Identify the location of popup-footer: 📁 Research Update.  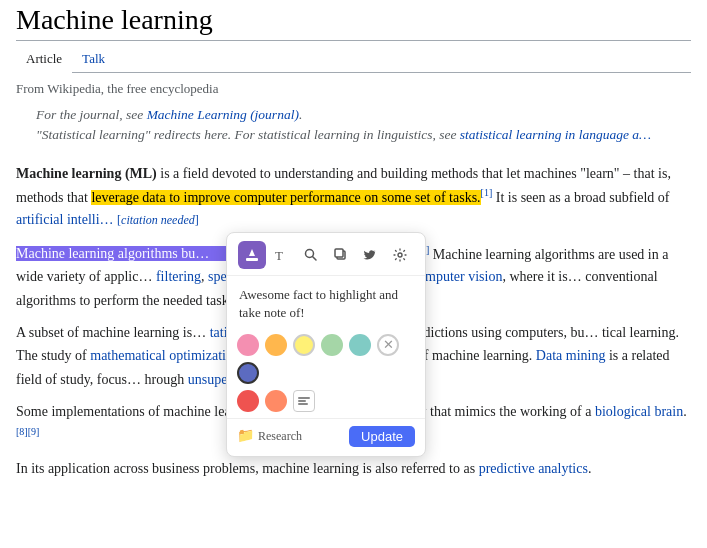
(326, 436).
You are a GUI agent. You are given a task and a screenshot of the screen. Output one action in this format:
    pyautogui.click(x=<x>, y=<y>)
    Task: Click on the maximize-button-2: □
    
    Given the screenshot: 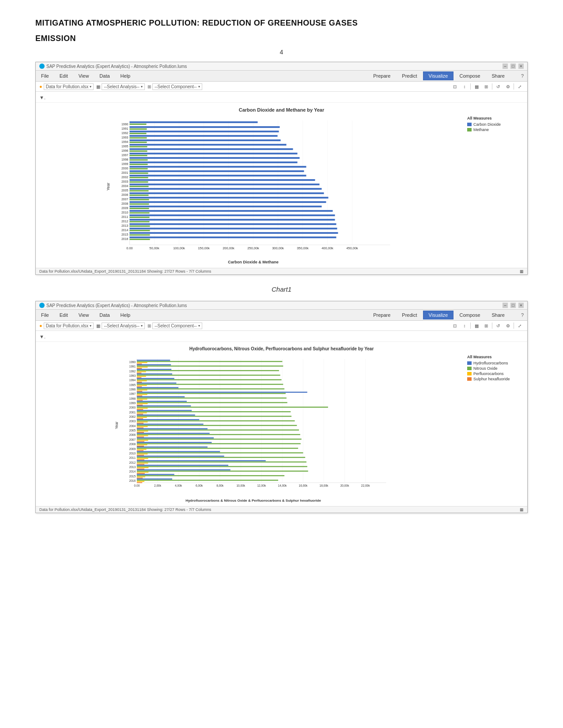 What is the action you would take?
    pyautogui.click(x=513, y=305)
    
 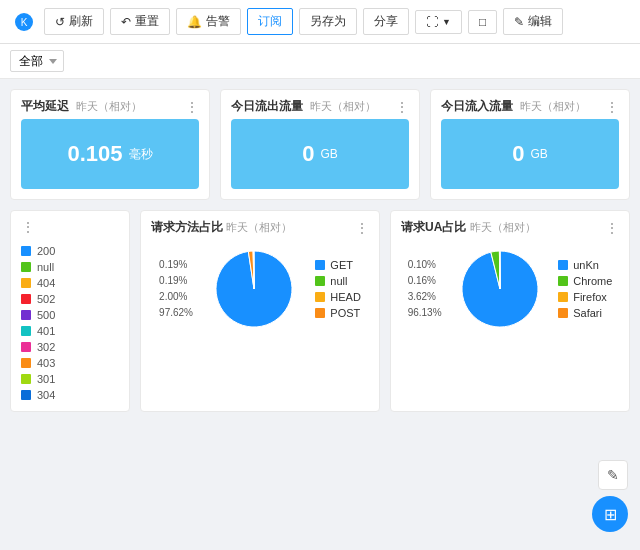 What do you see at coordinates (109, 106) in the screenshot?
I see `latency-meta: 昨天（相对）` at bounding box center [109, 106].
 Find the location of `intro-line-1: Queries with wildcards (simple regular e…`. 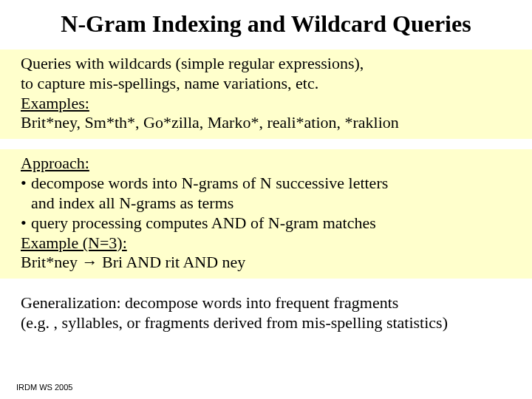

intro-line-1: Queries with wildcards (simple regular e… is located at coordinates (273, 64).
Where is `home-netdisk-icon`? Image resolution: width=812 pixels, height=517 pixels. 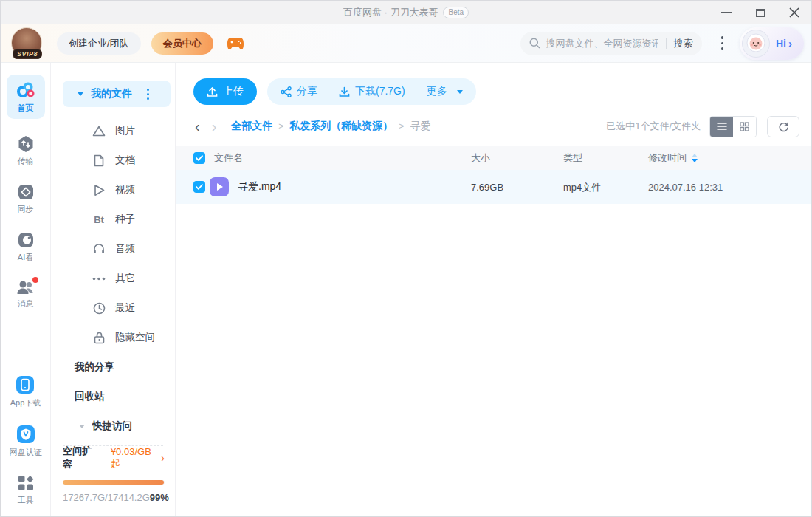 home-netdisk-icon is located at coordinates (26, 90).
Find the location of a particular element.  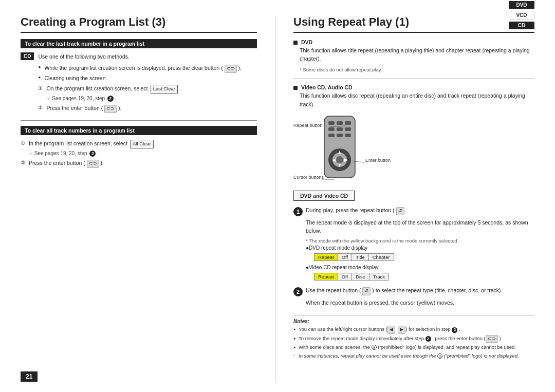

all-clear-label: All Clear is located at coordinates (142, 144).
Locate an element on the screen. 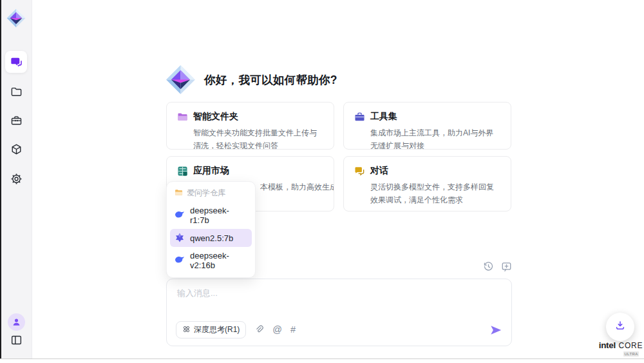 The height and width of the screenshot is (363, 644). card-title: 应用市场 is located at coordinates (211, 171).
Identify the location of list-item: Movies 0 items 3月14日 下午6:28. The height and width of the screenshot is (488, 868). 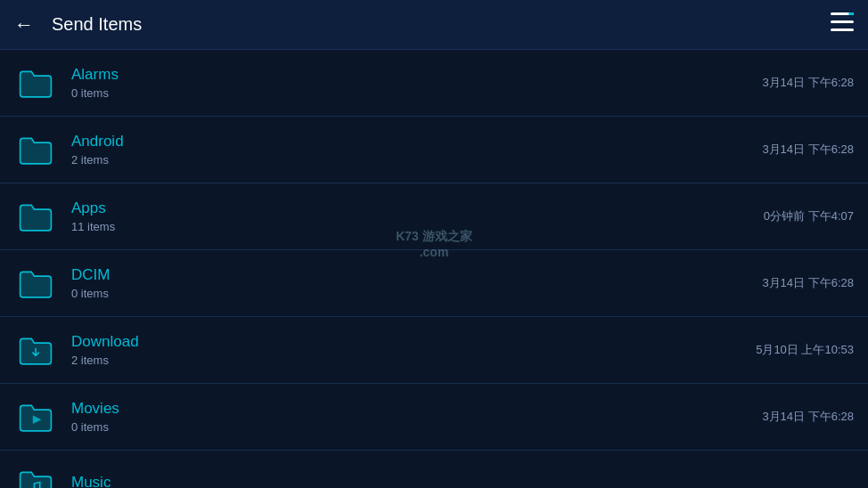
(434, 417).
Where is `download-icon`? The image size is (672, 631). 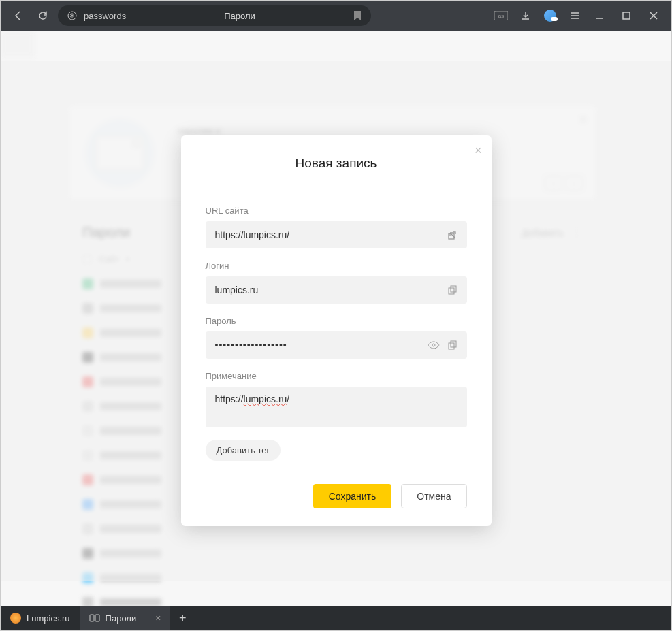
download-icon is located at coordinates (526, 16).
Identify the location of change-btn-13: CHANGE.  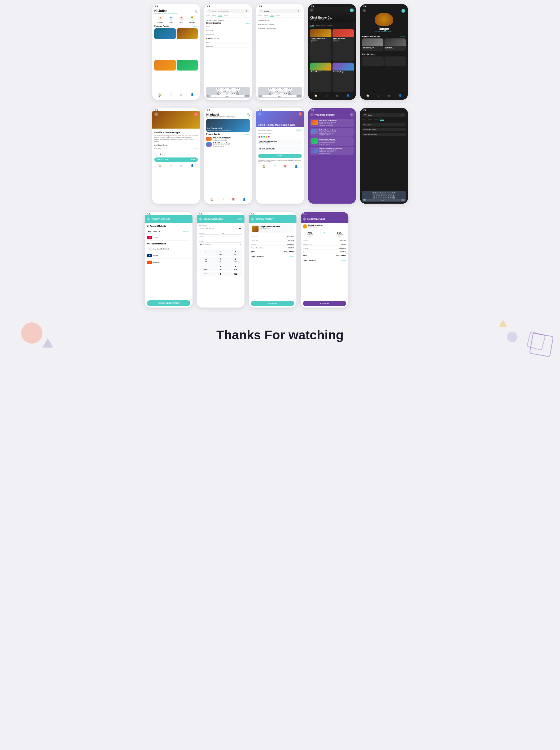
(292, 256).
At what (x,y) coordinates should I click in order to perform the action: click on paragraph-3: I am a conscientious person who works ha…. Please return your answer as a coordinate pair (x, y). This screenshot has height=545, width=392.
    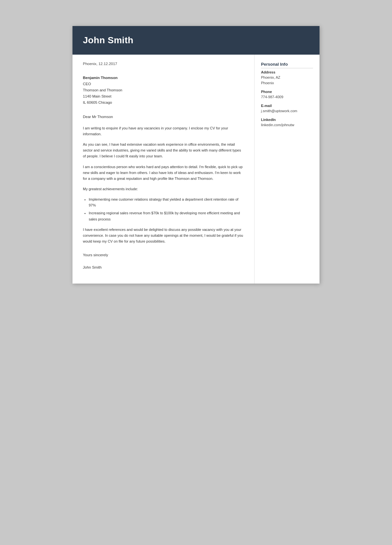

━━━

### Exercise prompt
Word for word, retype the lines from the one with "is (672, 631)." through the final line of the data, both included. No pictures belong in the copy.

### Answer area
Where is `download-icon`? The image size is (672, 631). 
download-icon is located at coordinates (526, 16).
Identify the location of change-btn-13: CHANGE.  
(292, 256).
At what (x,y) coordinates should I click in order to perform the action: click on paragraph-3: I am a conscientious person who works ha…. Please return your answer as a coordinate pair (x, y). This screenshot has height=545, width=392.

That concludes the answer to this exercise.